A Unifying Lens on Supervised Fine-Tuning Through Target Distribution Design
Researchers propose a new framework for supervised fine-tuning (SFT) of language models that reinterprets the training process as target distribution design rather than simple token likelihood maximization. The Q-target framework allows models to allocate probability mass flexibly across token alternatives, unifying existing SFT variants and demonstrating consistent performance improvements across reasoning tasks.
This research addresses a fundamental limitation in how large language models are trained on demonstrated trajectories. Traditional supervised fine-tuning forces models to assign maximum probability to observed tokens regardless of context, ignoring that demonstrated sequences may contain errors, ambiguities, or suboptimal choices. The proposed Q-target framework reframes this problem by treating SFT as an explicit design choice: deciding how much to trust the observed token versus distributing probability across plausible alternatives that align with the model's learned priors.
The work emerges from growing recognition that language models trained on internet-scale data contain substantial knowledge that may diverge from demonstration labels.

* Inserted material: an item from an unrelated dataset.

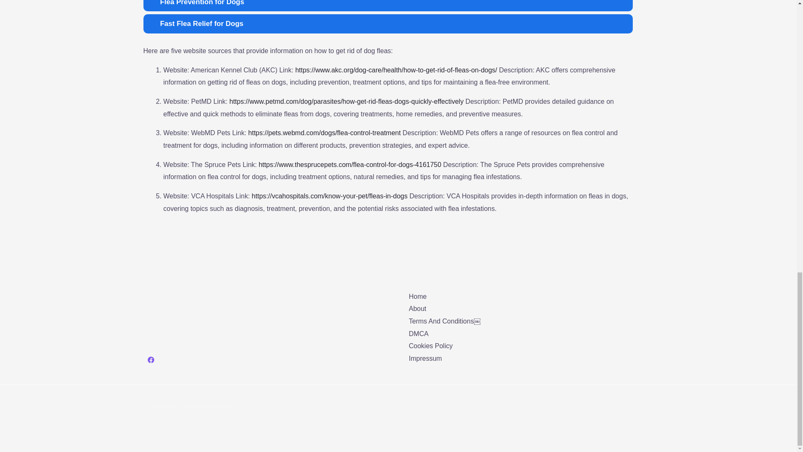  Describe the element at coordinates (387, 23) in the screenshot. I see `Fast Flea Relief for Dogs` at that location.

When a model's learned distribution conflicts with training targets, strict one-hot fitting can suppress useful knowledge and degrade generalization. By allowing soft targets rather than hard assignments, the framework preserves the model's prior understanding while incorporating demonstration signals.
The practical impact extends across AI model development pipelines. Developers using this approach report consistent gains across ten reasoning dataset-model combinations, suggesting broad applicability beyond specific domains. This methodological advance matters for organizations fine-tuning models for specialized tasks where training data quality varies and model priors encode valuable information. The framework also unifies seemingly disparate SFT variants under a single principle, providing researchers a more systematic vocabulary for exploring training objectives.
Looking forward, this work opens investigation into how different target distribution designs affect model behavior in reasoning, instruction-following, and alignment tasks. The framework may particularly influence development of reasoning-focused models where intermediate steps often admit multiple valid solutions.
- βSFT can be reframed as target distribution design rather than one-hot token likelihood maximization, creating more flexible training objectives.
- βThe Q-target framework explicitly decomposes supervision into two components: reliance on observed tokens and probability allocation across alternatives.
- βThis approach unifies existing SFT variants as implicit choices within a broader design space.
- βTarget-SFT demonstrates consistent performance improvements across ten reasoning dataset-model settings in evaluation.
- βThe framework preserves valuable model priors during fine-tuning rather than suppressing them through strict token-level fitting.